A robo-advisor is an automated investment platform that builds and manages a diversified portfolio for you — no stock-picking required. Here's how they work and whether one is right for you.
A robo-advisor is an automated investment platform that builds and manages a diversified portfolio for you. Instead of picking stocks yourself, you answer a few questions about your goals and risk tolerance, and the platform does the rest — automatically investing your money in a mix of low-cost index funds.
The term “robo-advisor” can sound intimidating, but the concept is refreshingly simple: it’s software that handles the boring but critical work of portfolio management so you don’t have to.
When you sign up, you’ll go through an onboarding questionnaire that asks things like: What are you investing for? When do you plan to use this money? How would you feel if your portfolio dropped 20% in a month?
Based on your answers, the platform assigns you a portfolio — usually a mix of stock ETFs and bond ETFs calibrated to your risk tolerance. From there, it automatically rebalances when market movements throw your allocation off target, and reinvests dividends for you.
Some robo-advisors like Wealthfront and Betterment also offer tax-loss harvesting — a strategy that sells losing positions to offset gains and reduce your tax bill. That feature used to require a professional financial advisor charging 1%+ per year. Now you get it automatically for a fraction of the cost.
Most robo-advisors charge an annual management fee of 0.25%–0.50%. On a $10,000 portfolio, that’s $25–$50 per year — compared to $100+ annually with a traditional financial advisor who charges 1%+. Robo-advisors also typically require much lower minimums (often $0–$500) vs. the $100K+ minimums common with human advisors.
Robo-advisors are a great fit if you’re just starting out and want low minimums, you don’t want to think about managing investments, you’re saving for retirement and want IRA integration, or your money is sitting in a low-yield savings account and you want it working harder.
They’re less ideal if you want to hand-pick individual stocks, need highly personalized financial planning, or have a very complex tax situation.
Yes — the major robo-advisors are regulated, insured, and built on solid financial infrastructure. Your investments are held at SIPC-insured brokerage accounts, protecting you up to $500,000 if the broker fails. The risk with robo-advisors isn’t the platform — it’s the market itself. They manage allocation and rebalancing; they don’t eliminate investment risk.

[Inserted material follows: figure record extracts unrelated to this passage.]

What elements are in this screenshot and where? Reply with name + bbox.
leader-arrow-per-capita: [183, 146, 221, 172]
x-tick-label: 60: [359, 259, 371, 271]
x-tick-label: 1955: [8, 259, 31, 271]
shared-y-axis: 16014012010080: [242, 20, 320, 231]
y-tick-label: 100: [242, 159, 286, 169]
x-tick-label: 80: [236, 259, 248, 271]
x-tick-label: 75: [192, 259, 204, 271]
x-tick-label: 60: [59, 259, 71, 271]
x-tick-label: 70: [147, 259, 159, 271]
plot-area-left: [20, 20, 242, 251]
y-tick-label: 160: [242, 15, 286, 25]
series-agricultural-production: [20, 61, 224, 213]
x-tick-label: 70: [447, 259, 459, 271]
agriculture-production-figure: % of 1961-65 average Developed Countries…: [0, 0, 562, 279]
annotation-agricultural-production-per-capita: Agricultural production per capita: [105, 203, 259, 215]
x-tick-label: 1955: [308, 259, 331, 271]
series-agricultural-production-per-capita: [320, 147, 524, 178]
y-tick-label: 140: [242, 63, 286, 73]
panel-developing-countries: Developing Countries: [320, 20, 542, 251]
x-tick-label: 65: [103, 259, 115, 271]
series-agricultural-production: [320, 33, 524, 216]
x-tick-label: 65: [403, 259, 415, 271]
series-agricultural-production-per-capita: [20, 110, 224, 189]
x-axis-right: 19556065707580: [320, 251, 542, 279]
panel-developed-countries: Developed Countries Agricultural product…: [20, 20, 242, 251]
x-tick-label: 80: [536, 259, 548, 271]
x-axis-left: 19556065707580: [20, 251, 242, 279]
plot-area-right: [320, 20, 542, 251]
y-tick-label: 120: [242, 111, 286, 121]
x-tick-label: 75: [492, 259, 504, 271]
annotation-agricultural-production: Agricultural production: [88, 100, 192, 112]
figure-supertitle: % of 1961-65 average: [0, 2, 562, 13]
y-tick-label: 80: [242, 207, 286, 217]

If you’ve been putting off investing because it feels complicated, a robo-advisor removes almost all of the friction. You don’t need to know how to pick stocks or calculate rebalancing ratios. You just need to start — and the platform handles everything from there.
Ready to compare the top options? Check out our full reviews of Acorns, Wealthfront, and Betterment — or jump straight to our Best Robo-Advisors for Beginners roundup.